Berman speculated that the recent trend of schools like Princeton becoming test-optional will make it more difficult to tell if schools are using affirmative action, which suggests that some elements of affirmative action may persist.

Audience members loudly applauded a question asked about whether the Court lacks a code of ethics.

Questions surrounding the court’s code of ethics have been relevant since it was revealed that Justice Clarence Thomas received large gifts, including his child’s private school tuition, from  billionaire, conservative legal activist, Harlan Crow.

Harris, the panel’s conservative voice, largely dismissed the concern, pointing out that the justices are “people as well,” in addition to saying that she finds it “curious that people were not criticizing other justices at earlier points in time for international trips.”

Berman again disagreed, contrasting Justice Ruth Bader Ginsberg’s behavior with Justice Thomas’s.

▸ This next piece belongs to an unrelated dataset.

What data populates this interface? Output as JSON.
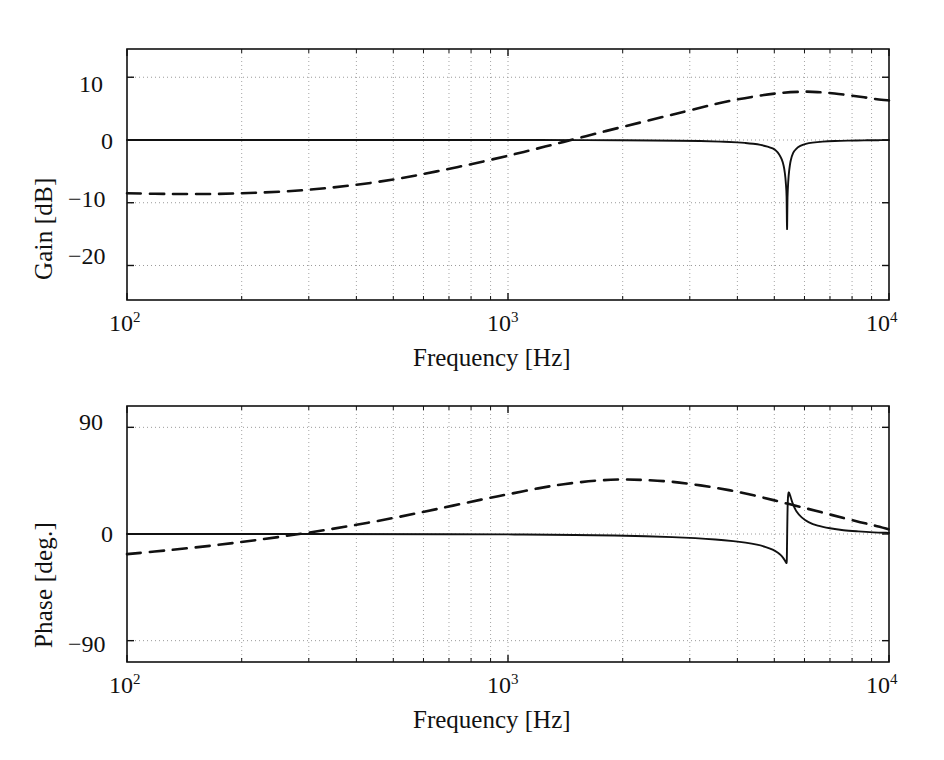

Berman pointed out that Justice Ginsberg, for whom he clerked, went to great lengths to avoid any appearance of impropriety, donating any speaker fees she received. 

Ending the panel on a unifying note, Englert shared a story in which he was talking to Chief Justice John Roberts about his high-school aged kids at colleges. According to Englert, when Roberts said that they were looking at Harvard, he said, to the loud laughter of the audience, “Harvard? They don’t want to look at a good school?”

Julian Hartman-Sigall is an assistant News editor at the ‘Prince.’

Please send any corrections to corrections[at]dailyprincetonian.com.